Satsuo Yamamoto

Satsuo Yamamoto
Born (1910-07-15)July 15, 1910
Kagoshima, Japan
Died August 11, 1983(1983-08-11) (aged 73)
Occupation Film director

Satsuo Yamamoto (山本 薩夫 Yamamoto Satsuo, July 15, 1910 - August 11, 1983) was a Japanese film director.

Yamamoto was born in Kagoshima Prefecture on July 15, 1910. He dropped out of Waseda University to join Shochiku, where he worked as an assistant director to Mikio Naruse and others. He followed Naruse when he moved to PCL, and became a director in his own right after the company was reborn as Toho. During World War II he directed several pro-war propaganda films for them despite being a fervent member of the Japanese Communist Party (JCP), and after the war he rallied against the company as a driving force behind the union during the 1948 Toho labour dispute (in which the JCP was heavily involved), after which was ultimately fired.

He subsequently worked on independent films and made numerous intensely rebellious and substantial socially conscious works. From the 1960s onward, he directed a succession of major films including the Toyoko Yamasaki adaptations “The Ivory Tower” and “The Perfect Family”, the “Men and War” trilogy, and “Kotei no inai Hachigatsu”. This body of epic works led to him being dubbed “the Red Cecil B. DeMille”.

Three of his films, Shiroi Kyotō, Fumō Chitai and Ah! Nomugi Toge won the Mainichi Film Award for Best Film.[1][2][3]

He died of pancreatic cancer on August 11, 1983 at the age of 73.

Selected Filmography

Year Title (English) Title (Original) Notes
1950 Streets of Violence ペン偽らず 暴力の街 (Pen Itsuwarazu, Boryoku no Machi; "The Pen Never Lies, Streets of Violence")
1966 The White Tower 白い巨塔 (Shiroi Kyotō) 1966 Mainichi Film Award for Best Film [1]
Entered into the 5th Moscow International Film Festival[4]
1967 Zatoichi the Outlaw 座頭市牢破り (Zatōichi rōyaburi)
1976 Wasted Land 不毛地帯 (Fumō Chitai) 1976 Mainichi Film Award for Best Film [2]
1979 Oh! The Nomugi Pass あゝ野麦峠 (Ah! Nomugi Toge) 1979 Mainichi Film Award for Best Film [3]

References

"Satsuo Yamamoto Special Program". Tokyo Filmex 2007. Retrieved 23 August 2011. 

  1. 1 2 21 1966年 (in Japanese). japan-movie.net. Retrieved 2011-01-09.
  2. 1 2 31 1976年 (in Japanese). japan-movie.net. Retrieved 2011-01-09.
  3. 1 2 34 1979年 (in Japanese). japan-movie.net. Retrieved 2011-01-09.
  4. "5th Moscow International Film Festival (1967)". MIFF. Retrieved 2012-12-09.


DESCRIPTION OF THE TASK ::
If a line includes the word "Outbound", it belongs in the count; state the total for the data below and add nothing.

★ ★ ★ ★ ★

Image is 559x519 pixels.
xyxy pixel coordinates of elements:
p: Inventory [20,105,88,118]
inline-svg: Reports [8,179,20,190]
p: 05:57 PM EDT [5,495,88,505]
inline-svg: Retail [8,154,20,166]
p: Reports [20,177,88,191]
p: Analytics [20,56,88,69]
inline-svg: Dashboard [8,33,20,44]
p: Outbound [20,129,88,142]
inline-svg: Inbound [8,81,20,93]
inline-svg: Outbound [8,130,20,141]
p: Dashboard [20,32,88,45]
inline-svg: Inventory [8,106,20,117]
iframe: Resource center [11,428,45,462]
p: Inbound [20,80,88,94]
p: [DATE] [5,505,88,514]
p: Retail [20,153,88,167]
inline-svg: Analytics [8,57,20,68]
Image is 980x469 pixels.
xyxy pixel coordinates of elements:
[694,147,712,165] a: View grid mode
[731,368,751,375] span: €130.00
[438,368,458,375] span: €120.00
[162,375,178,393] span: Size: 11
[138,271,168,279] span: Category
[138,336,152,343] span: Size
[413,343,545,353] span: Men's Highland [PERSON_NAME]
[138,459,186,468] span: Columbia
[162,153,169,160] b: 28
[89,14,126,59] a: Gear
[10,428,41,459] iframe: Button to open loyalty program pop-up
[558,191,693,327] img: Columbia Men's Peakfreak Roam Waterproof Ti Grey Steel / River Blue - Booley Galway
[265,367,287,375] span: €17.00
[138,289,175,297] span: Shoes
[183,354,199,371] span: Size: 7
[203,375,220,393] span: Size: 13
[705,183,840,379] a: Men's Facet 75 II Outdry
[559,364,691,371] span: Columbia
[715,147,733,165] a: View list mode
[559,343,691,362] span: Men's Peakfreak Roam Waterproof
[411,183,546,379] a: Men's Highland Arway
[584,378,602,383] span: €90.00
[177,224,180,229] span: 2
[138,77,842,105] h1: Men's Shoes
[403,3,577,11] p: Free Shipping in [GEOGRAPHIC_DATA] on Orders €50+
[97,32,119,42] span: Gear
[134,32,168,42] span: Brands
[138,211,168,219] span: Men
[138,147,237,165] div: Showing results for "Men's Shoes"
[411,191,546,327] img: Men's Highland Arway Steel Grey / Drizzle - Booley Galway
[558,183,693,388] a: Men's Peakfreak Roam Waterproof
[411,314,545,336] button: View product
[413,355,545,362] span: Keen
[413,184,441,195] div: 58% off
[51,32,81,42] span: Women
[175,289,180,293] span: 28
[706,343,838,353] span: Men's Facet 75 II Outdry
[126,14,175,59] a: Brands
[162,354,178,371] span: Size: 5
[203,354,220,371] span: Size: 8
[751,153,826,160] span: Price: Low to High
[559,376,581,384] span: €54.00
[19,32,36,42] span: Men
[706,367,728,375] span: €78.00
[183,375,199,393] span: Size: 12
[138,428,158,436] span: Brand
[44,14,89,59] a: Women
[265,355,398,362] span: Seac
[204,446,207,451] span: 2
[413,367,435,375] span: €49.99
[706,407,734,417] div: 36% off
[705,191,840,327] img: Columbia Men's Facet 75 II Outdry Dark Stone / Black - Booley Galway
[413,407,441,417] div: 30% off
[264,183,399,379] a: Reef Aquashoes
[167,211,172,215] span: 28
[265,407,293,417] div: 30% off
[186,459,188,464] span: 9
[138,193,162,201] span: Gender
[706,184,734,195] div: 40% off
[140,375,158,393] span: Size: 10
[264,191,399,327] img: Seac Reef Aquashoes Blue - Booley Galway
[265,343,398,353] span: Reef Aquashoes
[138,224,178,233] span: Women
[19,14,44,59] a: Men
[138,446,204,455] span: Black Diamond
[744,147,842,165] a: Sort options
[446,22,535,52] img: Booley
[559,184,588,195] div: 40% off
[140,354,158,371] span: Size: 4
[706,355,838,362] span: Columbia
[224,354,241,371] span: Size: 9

★ ★ ★ ★ ★

ANSWER SECTION ::
2